Back in the '40s and '50s, MGM turned out a series of high-quality musicals that remain enjoyable today, more than a half-century later. Several important examples took existing song catalogues and threaded them into a plot suitable for members of MGM's star roster (such as Fred Astaire, Gene Kelly and Judy Garland). "The Band Wagon" used the catalogue of composer Arthur Schwartz and lyricist Howard Dietz. (If Schwartz and Dietz never achieved the Broadway career they well could have, there was a good reason: Dietz maintained a day job throughout his career — as the head publicity man for MGM, with the mascot "Leo the Lion" among his contributions.)

"The Band Wagon" film demonstrates how very talented Schwartz and Dietz were; the songs include "By Myself," "A Shine on Your Shoes," "I Guess I'll Have to Change My Plan," "New Sun in the Sky" and the stunning "Dancing in the Dark." To these already 20-year-old songs, Schwartz and Dietz added a brand new one: the rousing "That's Entertainment," which served as the hallmark for the "Band Wagon" film and spawned its own franchise of musical anthology movies for MGM.

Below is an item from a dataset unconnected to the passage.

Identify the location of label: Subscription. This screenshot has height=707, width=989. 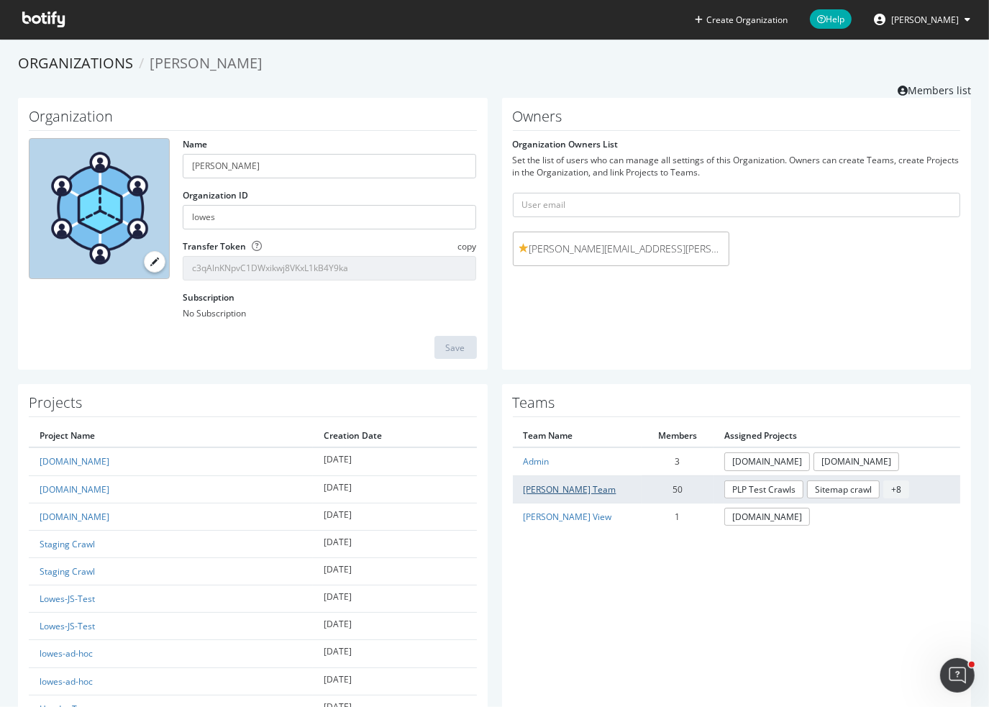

The new stage version of The Band Wagon retains the songs — adding plenty more — and basic plot, although Douglas Carter Beane has added several layers of complication to the Betty Comden-Adolph Green screenplay. Beane did a similar job on the current Rodgers and Hammerstein's Cinderella, but his Band Wagon book goes back to 2008 when the musical premiered at the Old Globe Theatre in San Diego, under the title Dancing in the Dark. Kathleen Marshall (Nice Work if You Can Get It) provides the direction and choreography for this new version, including a nifty tap finale.